President Donald Trump has three siblings, one of whom is a federal judge. Maryanne Trump Barry, Trump's 81-year-old sister, has a law degree from Hofstra University and served as an attorney and district judge. Here's everything you should know about Maryanne Trump Barry.
- President Donald Trump has three siblings, one of whom joins her brother in the realm of politics.
- Maryanne Trump Barry, Trump's 81-year-old sister, has a law degree from Hofstra University and served as a federal judge.
- In 1999, President Bill Clinton nominated her to the US Court of Appeals for the Third Circuit.
- She took an inactive status in 2017.
Americans may feel like they know a lot about the Trump family. Eldest daughter Ivanka, first lady Melania, and eldest son Donald Jr. are in the public eye on nearly a daily basis.
But some people may not know President Donald Trump has three living siblings — including two older sisters, Maryanne Trump Barry and Elizabeth Trump Grau, and a younger brother, Robert Trump. His older brother, Frederick Trump Jr., died in 1981.
The eldest sibling is Maryanne Trump Barry, 81, a senior judge on the US Court of Appeals for the Third Circuit. She took an inactive status in 2017.
Barry has a law degree from Hofstra University and, in 1983, was nominated by former president Ronald Reagan as the District Judge for New Jersey (Newark). She held the position for 16 years. Then, in 1999, President Bill Clinton nominated her to serve on the US Court of Appeals for the Third Circuit.
At a rare public appearance — a 2011 commencement speech at Fairfield University, in Connecticut — Barry spoke about entering the male-dominated legal field early in her career. The Washington Post reported her saying: "My first job out of law school was as one of two women assistant US attorneys in an office of 63 US attorneys, and the first woman to do criminal work appearing only before male judges. Scared? Every day of my life."
Barry is reportedly very close with the president. WNYC reported she served as a bridesmaid in his first wedding, gave him advice during a scandal involving Megyn Kelly, and, along with their other siblings, gave him money when he needed it in 1993 (which Trump later denied).
Neither of the siblings are sticklers for political correctness. In a 1992 speech, according to The Washington Post, Barry said:
"I stand second to none in condemning sexual harassment of women. But what is happening is that every sexy joke of long ago, every flirtation, is being recalled by some women and revised and reevaluated as sexual harassment. Many of these accusations are, in anybody's book, frivolous … Frivolous accusations reduce, if not eliminate, not only communication between men and women but any kind of playfulness and banter. Where has the laughter gone?"
In her Fairfield commencement speech, Barry explained her definition of success, which is in opposition to her brother's focus on material wealth and business success:
"When I say success, I don't speak only of professional success. Success can be something as simple as the warm feeling one gets if you see a stranger that you sense to be lonely and smiling at that stranger and having that stranger return your smile; it can be bringing a child into the world and raising a child to be a good man or a good woman."
Over the years, she has also held stances on issues that run counter to the president's current agenda. For example, according to WNYC, she has taken positions viewed as supporting abortion rights, and has also expressed pro-immigrant views.
"Neither of my parents had English as a first language," she once said, according to WNYC. "My father’s father died when he was a teenager, and dad went to work to support his mother and two siblings as a carpenter and as a builder’s mule, hauling carts of lumber to construction sites when it was too icey for the mules to climb the hills."
As for her personal life, Barry's husband, John J. Barry, was an experienced trial and appellate lawyer who died in 2000, according to The New York Times.
She had one son, David Desmond, a former neuropsychologist who is now an author, with her first husband. Desmond was known in Palm Beach, Florida for his columns, which gently mocked the island's wealthy inhabitants, according to the Palm Beach Post.
Barry previously owned an oceanfront mansion next to Trump's Mar-a-Lago in Palm Beach, Florida, but sold it to her nephews, Eric Trump and Donald Trump Jr., in May for $18.5 million, according to the Los Angeles Times.
The two "New York power siblings" spoke to New York Magazine together, and Trump expressed pride that his older sister was a federal judge "one notch below the Supreme Court!"
Barry said she "knew better even as a child than to even attempt to compete with Donald," which Trump said was good because the two of them would have been "butting heads."
She said Trump showed his love after she had an operation.
"Donald came to the hospital every single day," she told NYMag. "Once would have been enough — the duty call. That's how love shows, when you go that extra yard."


» Assigned task
Check each line of the material below for the string "sales", then report how many lines have it, and nothing else.
[Exercise inputs]
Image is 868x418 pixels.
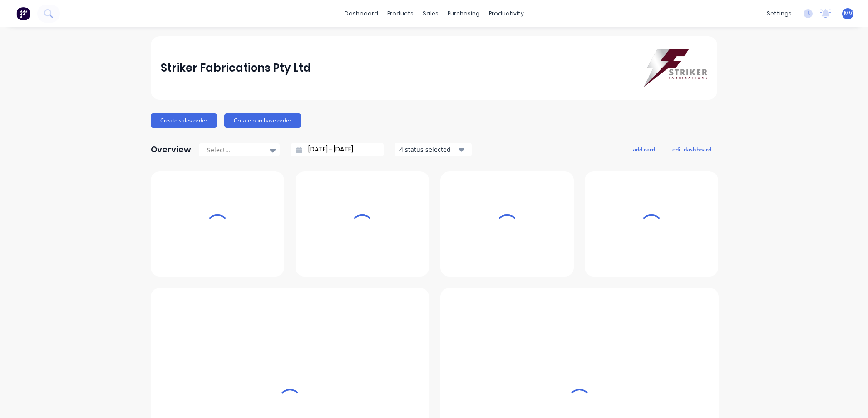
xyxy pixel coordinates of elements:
[418,7,443,21] div: sales
[383,7,418,21] div: products
[484,7,528,21] div: productivity
[762,7,796,21] div: settings
[666,143,717,155] button: edit dashboard
[394,143,471,156] button: 4 status selected
[151,113,217,128] button: Create sales order
[16,7,30,21] img: Factory
[627,143,661,155] button: add card
[340,7,383,21] a: dashboard
[443,7,484,21] div: purchasing
[161,59,311,77] div: Striker Fabrications Pty Ltd
[224,113,301,128] button: Create purchase order
[399,145,456,154] div: 4 status selected
[644,49,707,87] img: Striker Fabrications Pty Ltd
[844,9,852,17] span: MV
[151,141,191,159] div: Overview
[/Exercise inputs]
» Answer to this task
2